Rachel Sydlowski and Marquise Foster
Screenprint collage, hand printed upholstery, vintage chairs and table, acrylic paint, cardboard, UV-A light
Ceremonial Clothing by Marquise Foster
Gown; black embroidered lace with small crystals throughout the gown and gloves
Suit; black heavy shin satin cotton paired with a white high neck cotton shirt and a pair of high waist satin cotton pants
Intervening with the architectural spaces of The Dyckman Farmhouse, Assembly of Ciphers inverts the systemic power and social structure of the front parlor from a leisure space for the Dyckman family into a space honoring and recognizing the lives of enslaved peoples of Upper Manhattan and those enslaved by the Dyckman family. Spaces such as these, force us to question history. How can we know the past? How do we connect with those who walked the land we now walk? What were their lives like? The viewer is bestowed the task of deciphering the past; to unearth the fragments, to interpret a code.
In their first collaboration together, artists Rachel Sydlowski and Marquise Foster negotiate with existing architecture, furniture, and decorative objects. Replacing the portraits of the Dyckman family is a collection of ceremonial or mourning clothes, a formal dress and suit by Marquise Foster. The conceptual framing of this clothing and its role as a false artifact presented as fact fold the past and present together. Printed flora and fauna, native, medicinal, and popular garden plants are printed in cobalt blue, connecting with the pastoral and decorative imagery of the hearth’s delft tiles. Adding to this transformation, artist Rachel Sydlowski, overprints in an invisible ultraviolet medium. Native plants from the ancestral lands of the enslaved, excerpts from documents, names of the enslaved, and other cryptic symbols of are hidden throughout the room. To view these invisible images, visitors must investigate and search with the aid of a blacklight or UV-A lantern. Chairs from different historical periods form a circle in the center of the parlor signifying an assembly or meeting place.
Activation of the space allows visitors to consider the lives of the slaves and their untold histories by assembling in the same space that was once occupied by the original dwellers. By inhabiting the parlor and engaging with the past the complex code of history is activated. Rather than restoring lost histories the act of being present lays the groundwork in moving forward in becoming gifted architects of a more just and perfect future.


Exercise details: Work out how many lines in the following entries contain the string "series", and write only that number.

Records shown:
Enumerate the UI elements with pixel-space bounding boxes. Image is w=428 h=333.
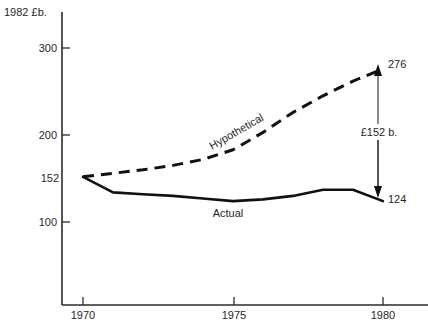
x-axis-ticks: 1970 1975 1980 bbox=[71, 297, 395, 321]
actual-end-value-label: 124 bbox=[388, 193, 406, 205]
hypothetical-series-label: Hypothetical bbox=[207, 111, 265, 152]
y-tick-label-200: 200 bbox=[39, 129, 57, 141]
series-line-hypothetical bbox=[83, 69, 383, 177]
y-axis-title: 1982 £b. bbox=[4, 6, 47, 18]
gap-value-label: £152 b. bbox=[361, 126, 398, 138]
chart-container: 1982 £b. 300 200 100 1970 1975 1980 152 … bbox=[0, 0, 428, 333]
y-tick-label-100: 100 bbox=[39, 216, 57, 228]
y-tick-label-300: 300 bbox=[39, 42, 57, 54]
gap-arrow-head-up bbox=[374, 64, 382, 76]
hypothetical-end-value-label: 276 bbox=[388, 58, 406, 70]
x-tick-label-1980: 1980 bbox=[371, 309, 395, 321]
x-tick-label-1970: 1970 bbox=[71, 309, 95, 321]
gap-arrow-head-down bbox=[374, 186, 382, 198]
line-chart: 1982 £b. 300 200 100 1970 1975 1980 152 … bbox=[0, 0, 428, 333]
series-line-actual bbox=[83, 177, 383, 201]
actual-series-label: Actual bbox=[213, 207, 244, 219]
y-axis-ticks: 300 200 100 bbox=[39, 42, 70, 228]
x-tick-label-1975: 1975 bbox=[222, 309, 246, 321]
start-value-label: 152 bbox=[41, 172, 59, 184]
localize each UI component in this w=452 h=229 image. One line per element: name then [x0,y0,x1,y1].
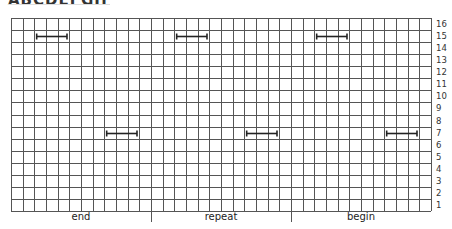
row-number: 15 [436,31,447,41]
row-number: 2 [436,188,441,198]
row-number: 5 [436,152,441,162]
row-number: 3 [436,176,441,186]
section-label-begin: begin [347,211,375,222]
row-number: 9 [436,103,441,113]
row-number: 12 [436,67,447,77]
row-number: 14 [436,43,447,53]
row-number: 6 [436,140,441,150]
section-labels: endrepeatbegin [72,211,375,222]
row-number-labels: 16151413121110987654321 [436,19,447,210]
row-number: 1 [436,200,441,210]
section-label-end: end [72,211,91,222]
stitch-bar-icon [387,131,417,137]
section-label-repeat: repeat [205,211,238,222]
row-number: 16 [436,19,447,29]
row-number: 8 [436,116,441,126]
row-number: 11 [436,79,447,89]
row-number: 7 [436,128,441,138]
row-number: 10 [436,91,447,101]
stitch-bar-icon [317,34,347,40]
stitch-bar-icon [37,34,67,40]
row-number: 4 [436,164,441,174]
stitch-bar-icon [247,131,277,137]
stitch-chart-grid: 16151413121110987654321 endrepeatbegin [0,0,452,229]
row-number: 13 [436,55,447,65]
stitch-bar-icon [107,131,137,137]
stitch-bar-icon [177,34,207,40]
grid-lines [11,18,432,212]
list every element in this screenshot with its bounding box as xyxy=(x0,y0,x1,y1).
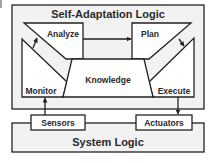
mape-k-diagram: Self-Adaptation Logic Analyze Plan Monit… xyxy=(0,0,216,163)
execute-label: Execute xyxy=(158,86,191,96)
actuators-label: Actuators xyxy=(144,118,184,128)
sensors-label: Sensors xyxy=(41,118,75,128)
system-logic-label: System Logic xyxy=(72,136,144,148)
monitor-label: Monitor xyxy=(25,86,57,96)
self-adaptation-logic-label: Self-Adaptation Logic xyxy=(51,8,165,20)
sensors-box[interactable]: Sensors xyxy=(31,115,85,130)
knowledge-block[interactable]: Knowledge xyxy=(63,59,153,97)
knowledge-label: Knowledge xyxy=(85,75,131,85)
plan-label: Plan xyxy=(141,29,159,39)
analyze-label: Analyze xyxy=(47,29,79,39)
actuators-box[interactable]: Actuators xyxy=(136,115,192,130)
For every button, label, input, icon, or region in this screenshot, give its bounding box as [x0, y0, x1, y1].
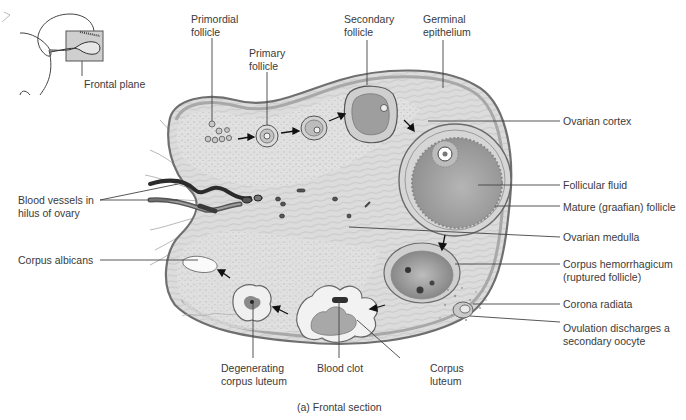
mature-follicle	[399, 124, 511, 236]
ovulation-line1: Ovulation discharges a	[563, 322, 670, 335]
secondary-follicle-line1: Secondary	[344, 13, 394, 26]
corpus-hemorrhagicum	[384, 243, 460, 303]
blood-vessels-line1: Blood vessels in	[18, 194, 94, 207]
degenerating-corpus-luteum-line2: corpus luteum	[221, 375, 287, 388]
degenerating-corpus-luteum	[233, 285, 271, 321]
corpus-luteum-line2: luteum	[430, 375, 464, 388]
germinal-epithelium-line2: epithelium	[423, 26, 471, 39]
corona-radiata-label: Corona radiata	[563, 298, 632, 311]
primary-follicle-label: Primary follicle	[249, 47, 285, 72]
primordial-follicle-label: Primordial follicle	[191, 13, 238, 38]
corpus-luteum-line1: Corpus	[430, 362, 464, 375]
corona-radiata	[453, 302, 473, 318]
corpus-luteum-label: Corpus luteum	[430, 362, 464, 387]
corpus-hemorrhagicum-label: Corpus hemorrhagicum (ruptured follicle)	[563, 258, 673, 283]
primary-follicle-line2: follicle	[249, 60, 285, 73]
corpus-hemorrhagicum-line2: (ruptured follicle)	[563, 271, 673, 284]
primordial-follicle-line1: Primordial	[191, 13, 238, 26]
degenerating-corpus-luteum-line1: Degenerating	[221, 362, 287, 375]
growing-follicle	[301, 116, 327, 140]
germinal-epithelium-label: Germinal epithelium	[423, 13, 471, 38]
frontal-plane-label: Frontal plane	[84, 78, 145, 91]
ovulation-label: Ovulation discharges a secondary oocyte	[563, 322, 670, 347]
blood-vessels-label: Blood vessels in hilus of ovary	[18, 194, 94, 219]
ovarian-cortex-label: Ovarian cortex	[563, 115, 631, 128]
blood-vessels-line2: hilus of ovary	[18, 207, 94, 220]
secondary-follicle	[344, 86, 397, 143]
primary-follicle-line1: Primary	[249, 47, 285, 60]
secondary-follicle-line2: follicle	[344, 26, 394, 39]
degenerating-corpus-luteum-label: Degenerating corpus luteum	[221, 362, 287, 387]
corpus-hemorrhagicum-line1: Corpus hemorrhagicum	[563, 258, 673, 271]
corpus-albicans-label: Corpus albicans	[18, 254, 93, 267]
blood-clot-shape	[332, 297, 348, 303]
primary-follicle	[256, 125, 278, 147]
mature-follicle-label: Mature (graafian) follicle	[563, 201, 676, 214]
blood-clot-label: Blood clot	[317, 362, 363, 375]
germinal-epithelium-line1: Germinal	[423, 13, 471, 26]
ovulation-line2: secondary oocyte	[563, 335, 670, 348]
secondary-follicle-label: Secondary follicle	[344, 13, 394, 38]
follicular-fluid-label: Follicular fluid	[563, 179, 627, 192]
primordial-follicle-line2: follicle	[191, 26, 238, 39]
ovarian-medulla-label: Ovarian medulla	[563, 231, 639, 244]
figure-caption: (a) Frontal section	[297, 401, 382, 413]
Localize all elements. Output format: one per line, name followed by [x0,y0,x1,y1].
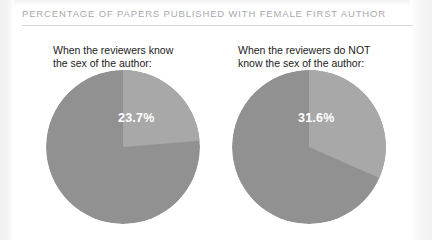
pie-svg [232,70,386,224]
pie-value-label: 31.6% [298,111,334,125]
chart-page: PERCENTAGE OF PAPERS PUBLISHED WITH FEMA… [0,0,432,240]
page-edge-left [0,0,14,240]
title-divider [22,25,413,26]
panel-caption: When the reviewers do NOT know the sex o… [238,44,370,70]
page-edge-right [410,0,432,240]
pie-chart-reviewers-do-not-know: 31.6% [232,70,386,224]
pie-value-label: 23.7% [118,111,154,125]
page-edge-top [0,0,432,6]
pie-highlight-slice [123,70,200,147]
pie-svg [46,70,200,224]
pie-chart-reviewers-know: 23.7% [46,70,200,224]
panel-reviewers-do-not-know: When the reviewers do NOT know the sex o… [238,44,370,70]
page-title: PERCENTAGE OF PAPERS PUBLISHED WITH FEMA… [22,8,386,19]
panel-caption: When the reviewers know the sex of the a… [53,44,173,70]
panel-reviewers-know: When the reviewers know the sex of the a… [53,44,173,70]
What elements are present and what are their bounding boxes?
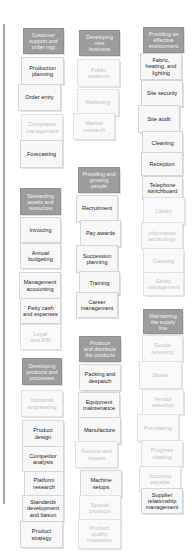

Solved exercise: 4